Tuesday, February 16, 2010

The Sky is Falling...but for who?

This past week brought the news that Myer-Emco, a specialty retailer in home electronics has ceased operations. In an interview with CE PRO Magazine company CEO Jon Myer made a number of statements regarding why this happened to a company annually regarded as one of the tops in the specialty retailing market. The stated reasons by Myer included the credit crunch, the huge dip in the economy, and unfavorable terms with many vendors as well as his claim that "this market isn't coming back".

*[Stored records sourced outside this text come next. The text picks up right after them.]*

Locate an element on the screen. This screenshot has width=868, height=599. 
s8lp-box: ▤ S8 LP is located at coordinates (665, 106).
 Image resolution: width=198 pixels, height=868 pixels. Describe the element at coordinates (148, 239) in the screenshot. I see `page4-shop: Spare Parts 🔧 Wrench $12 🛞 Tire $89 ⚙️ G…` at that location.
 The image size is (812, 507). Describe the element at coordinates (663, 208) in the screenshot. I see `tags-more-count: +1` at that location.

He states that pre-wiring homes for customers like Toll Brothers died; he also claims that 45% of the companies business was in flat panel TV's and that people want simple do-it-yourself solutions like Sonos and will not continue to pay for advanced and more expensive integrated systems. What Myer doesn't say (and apparently didn't realize)is more important to integrators than what he does say.

The market for pre-wiring homes for large production builders has been a loosing proposition for years. Integrators realized this nearly 10 years ago, even at the height of the building boom. Flat panel TV sales have been an eroding market as well, many integrators don't want to touch them, you can not profit from these, note to Mr Myer: Don't make a a loss leader responsible for 45% of company sales, especially when your vendor terms put you even further behind the 8 ball. He is right, people do want simple DIY solutions like Sonos; but not all people, not even close.

The failure of Myer-Emco is a failure to respond to the market, it was a failure to alter company culture and lead the market as a high profile integrator or leave it. Integrators of home systems have known this for a long time. Selling, designing and understanding integration systems is something NO specialty retailer has done successfully to date just like Home Depot has yet to turn out a design for and build a custom home. It doesn't mean the market is dead; it simply is isn't done well or understood by specialty retail. As an integrator I take no joy in seeing a large high profile specialty retailer bite the dust, they are good for integrators and help raise public awareness about what we do. I take no joy but based on what happened at Myer-Emco I am not surprised.